Iowa Dispatches, Part 1

February 13, 2005

The search for the person who will fill what is perhaps academia’s most prestigious creative writing job, director of the Iowa Writers’ Workshop, is in its final stages. Four finalists have been announced, Richard Bausch, Lan Samantha Chang, Ben Marcus and Jim Shepard. Each will have an audition of sorts, which includes a reading, a mock workshop, and a talk on craft. Some friends in Iowa have been filling me in on this last part of the selection process, which got underway with Bausch’s visit to campus on February 10.

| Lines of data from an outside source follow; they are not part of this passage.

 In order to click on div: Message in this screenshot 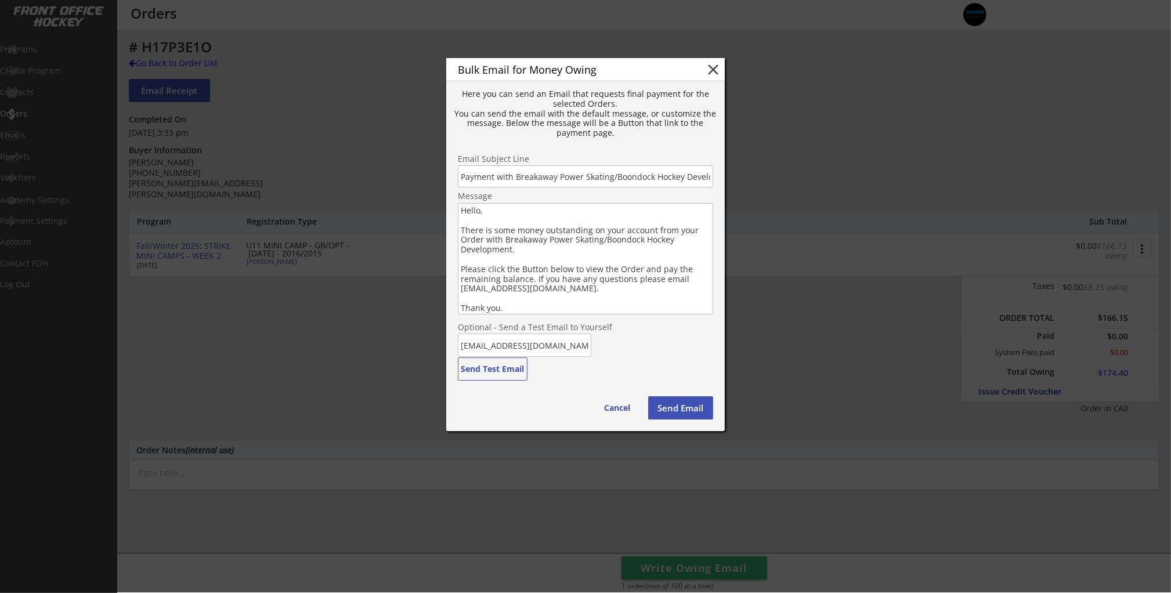, I will do `click(585, 196)`. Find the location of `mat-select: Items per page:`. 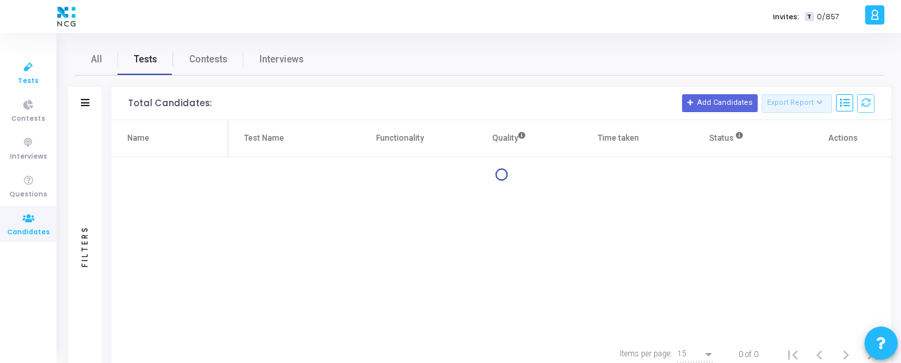

mat-select: Items per page: is located at coordinates (696, 354).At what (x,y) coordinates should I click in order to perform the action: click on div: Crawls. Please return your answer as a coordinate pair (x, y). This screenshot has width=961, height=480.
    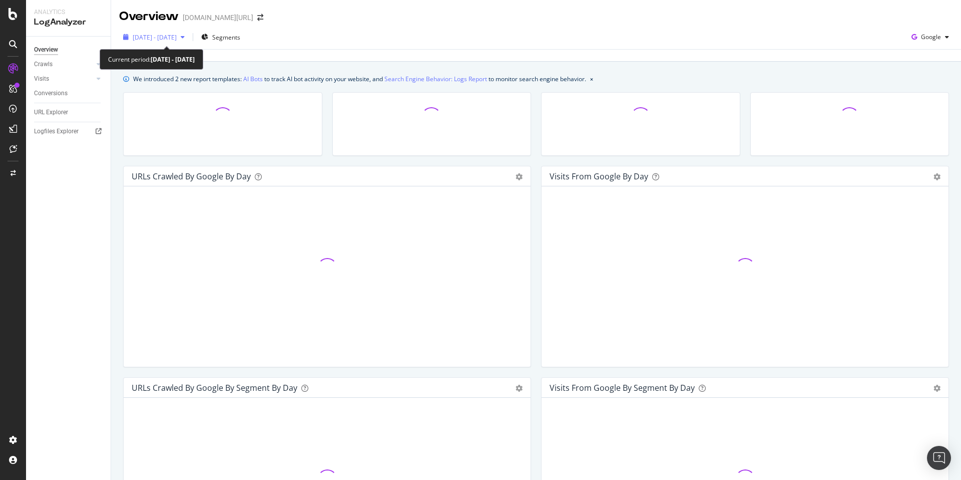
    Looking at the image, I should click on (43, 64).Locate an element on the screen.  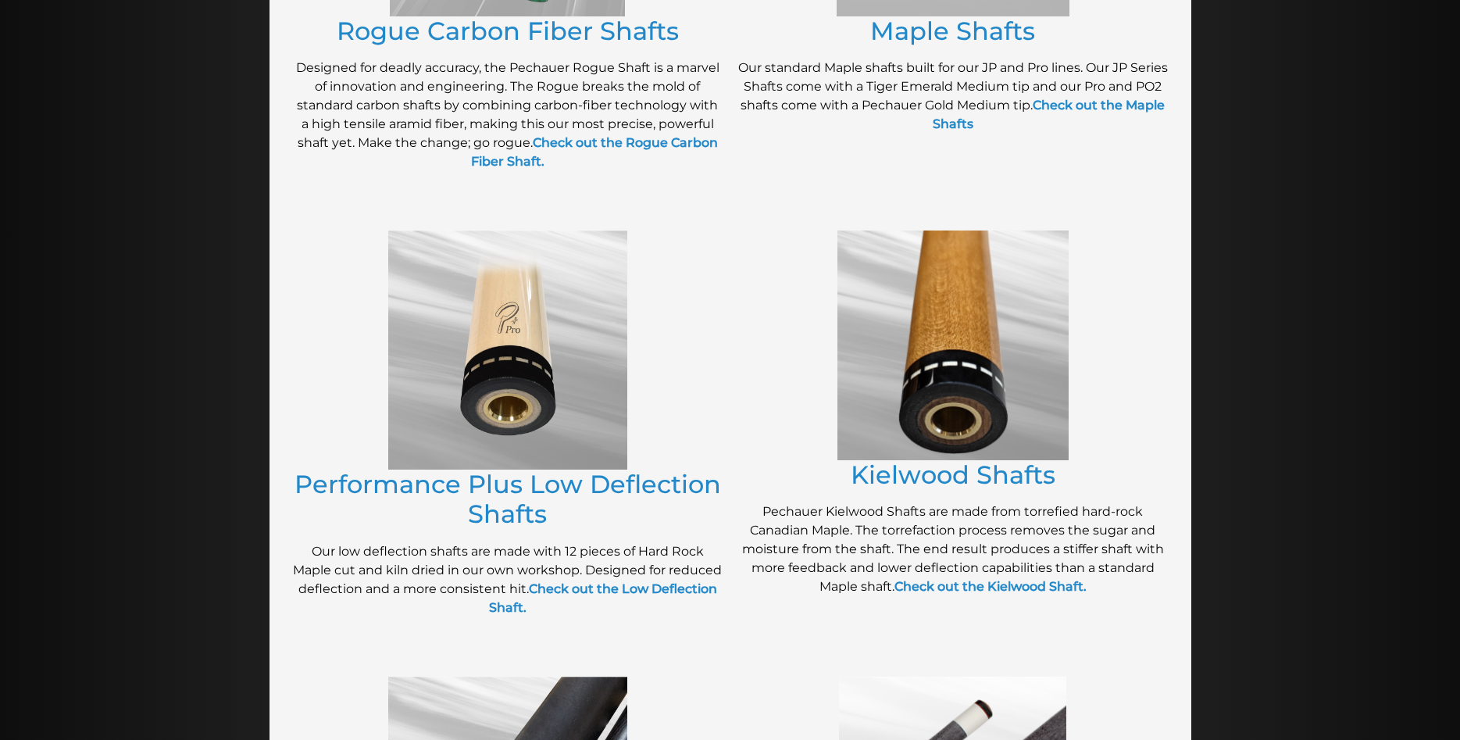
a: Kielwood Shafts is located at coordinates (953, 474). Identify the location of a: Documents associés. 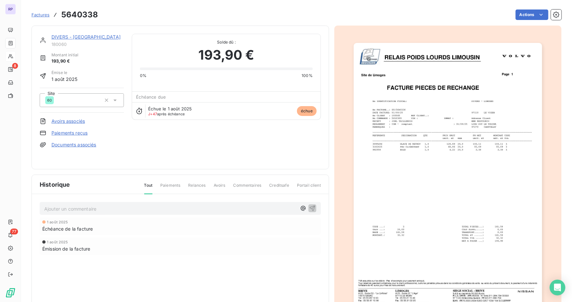
(74, 145).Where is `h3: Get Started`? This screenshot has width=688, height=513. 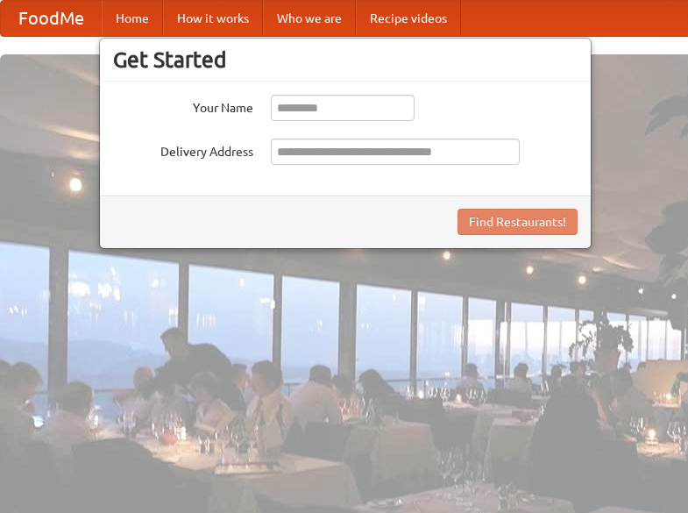 h3: Get Started is located at coordinates (345, 60).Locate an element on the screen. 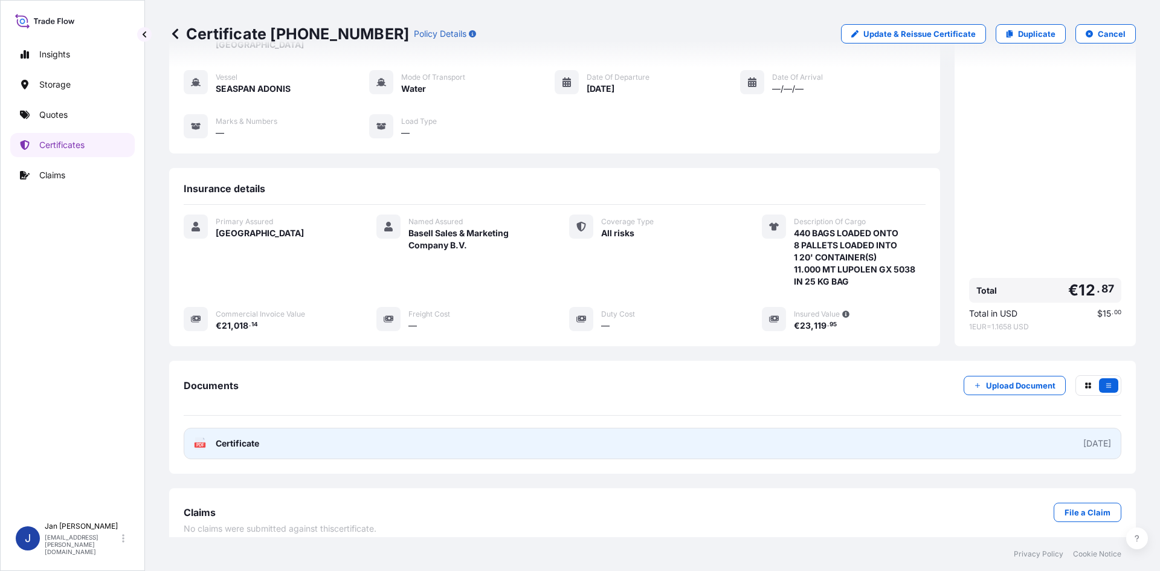 This screenshot has width=1160, height=571. span: SEASPAN ADONIS is located at coordinates (253, 89).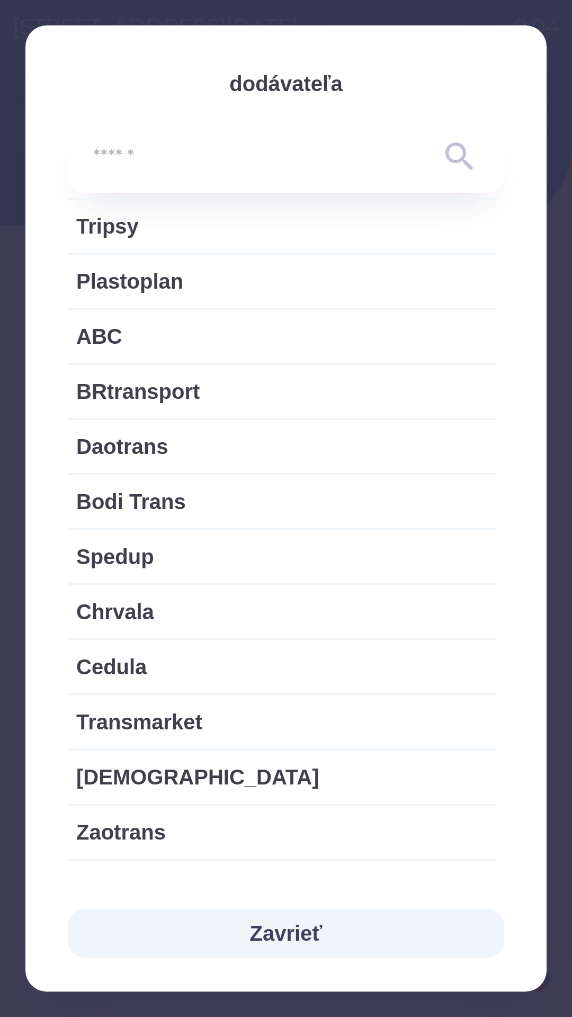 Image resolution: width=572 pixels, height=1017 pixels. I want to click on div: Daotrans, so click(282, 447).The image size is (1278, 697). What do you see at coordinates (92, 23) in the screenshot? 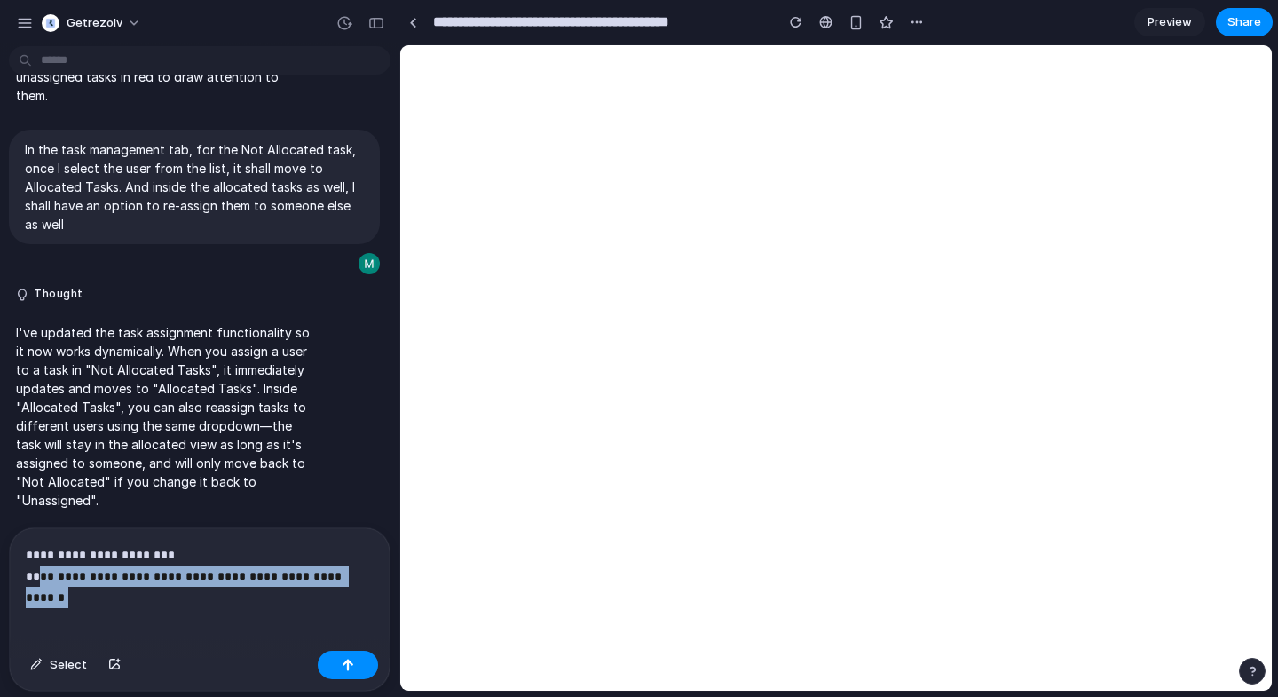
I see `button: getrezolv` at bounding box center [92, 23].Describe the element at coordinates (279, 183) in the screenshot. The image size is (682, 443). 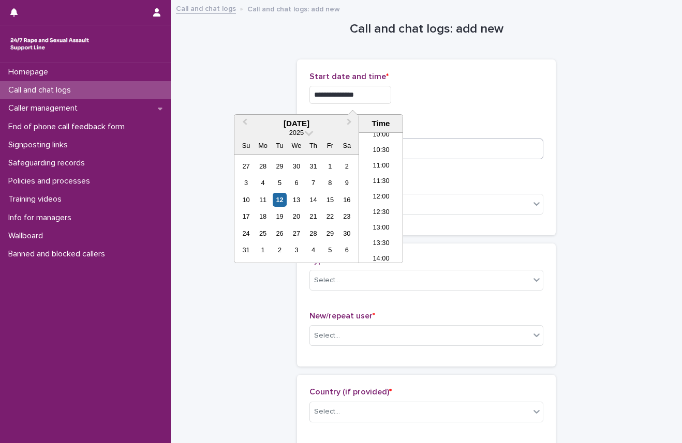
I see `div: Choose Tuesday, August 5th, 2025` at that location.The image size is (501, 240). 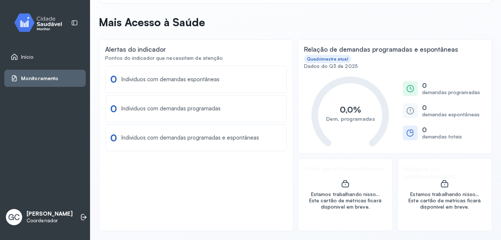 What do you see at coordinates (351, 118) in the screenshot?
I see `text: Dem. programadas` at bounding box center [351, 118].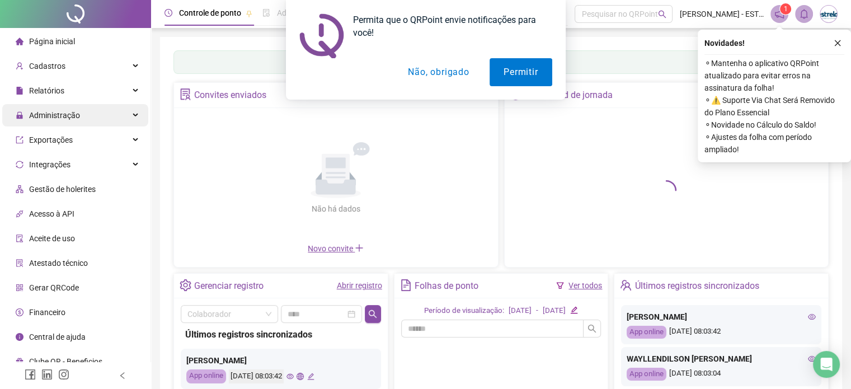 This screenshot has width=851, height=389. What do you see at coordinates (666, 190) in the screenshot?
I see `span: loading` at bounding box center [666, 190].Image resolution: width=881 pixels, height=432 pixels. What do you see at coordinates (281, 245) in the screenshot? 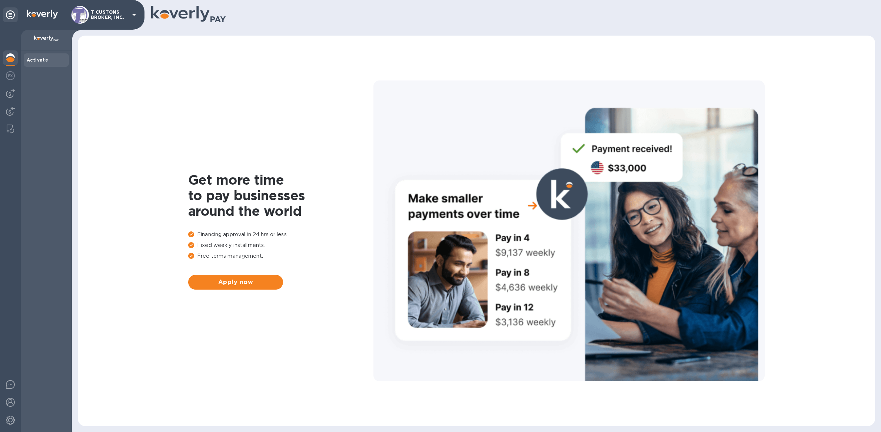
I see `p: Fixed weekly installments.` at bounding box center [281, 245].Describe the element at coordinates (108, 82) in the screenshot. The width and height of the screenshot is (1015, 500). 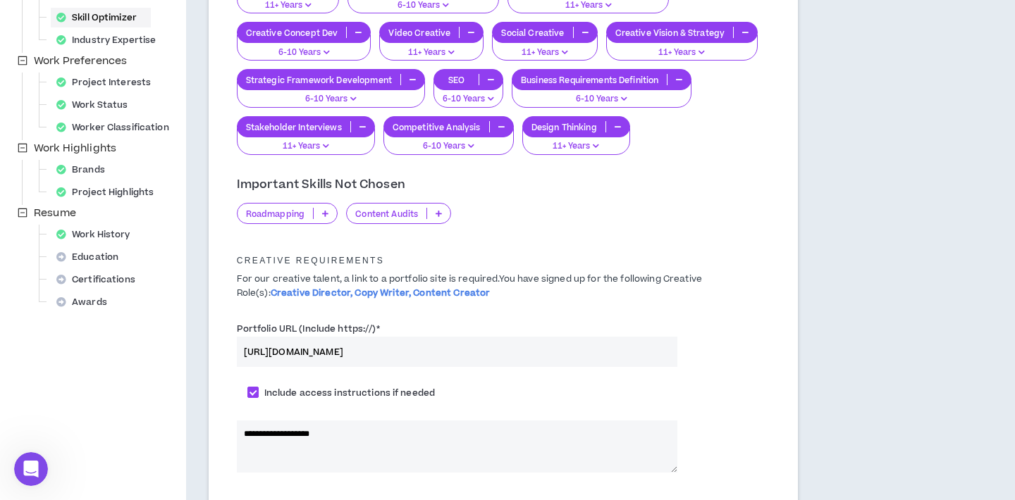
I see `div: Project Interests` at that location. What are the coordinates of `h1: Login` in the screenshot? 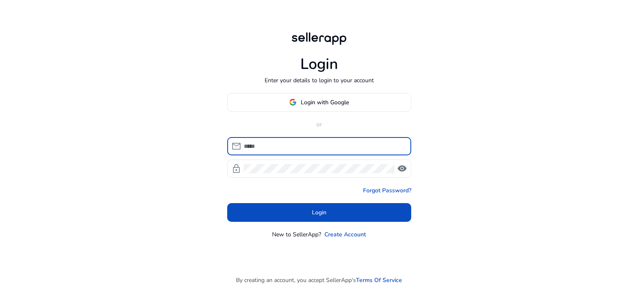 It's located at (319, 64).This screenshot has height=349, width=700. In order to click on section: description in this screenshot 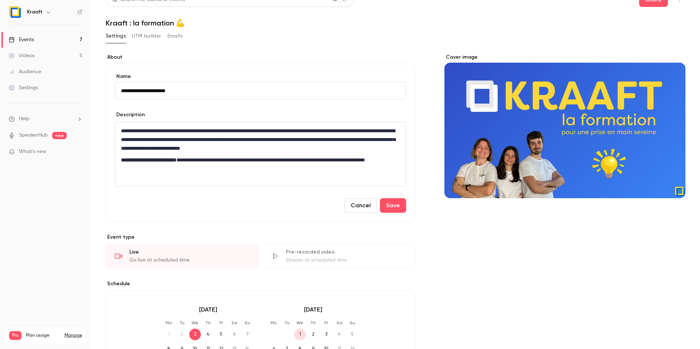, I will do `click(260, 154)`.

I’m told that the process, itself, is somewhat odd, since it’s more of a performance than a way to discern teaching ability. During the mock-workshop, Bausch zipped through three stories in and hour and a half, faster than the typical workshop pace, and he digressed from the stories at hand to tell some stories of his own. He quoted some of his favorite works and seemed genuinely passionate about books and the writing life. He said he teaches patience, not writing, and said there are two rules to fiction: you have to use words and you have to be interesting. Though his commentary was somewhat liberal, Bausch’s critiques of the stories at hand were traditional, with specific recommendations about tone and pacing. For the public reading later in the evening, Bausch read a recently completed, as yet unpublished story, and during his “talk about craft,” he talked about memory and dispensed his 10 Commandments of writing, which included – to paraphrase – doing the work is the only thing that matters. Not if it’s good or bad, but that it gets done, everyday.

Stay tuned for the next dispatch in a couple of weeks.

created The Millions and is its publisher. He and his family live in New Jersey.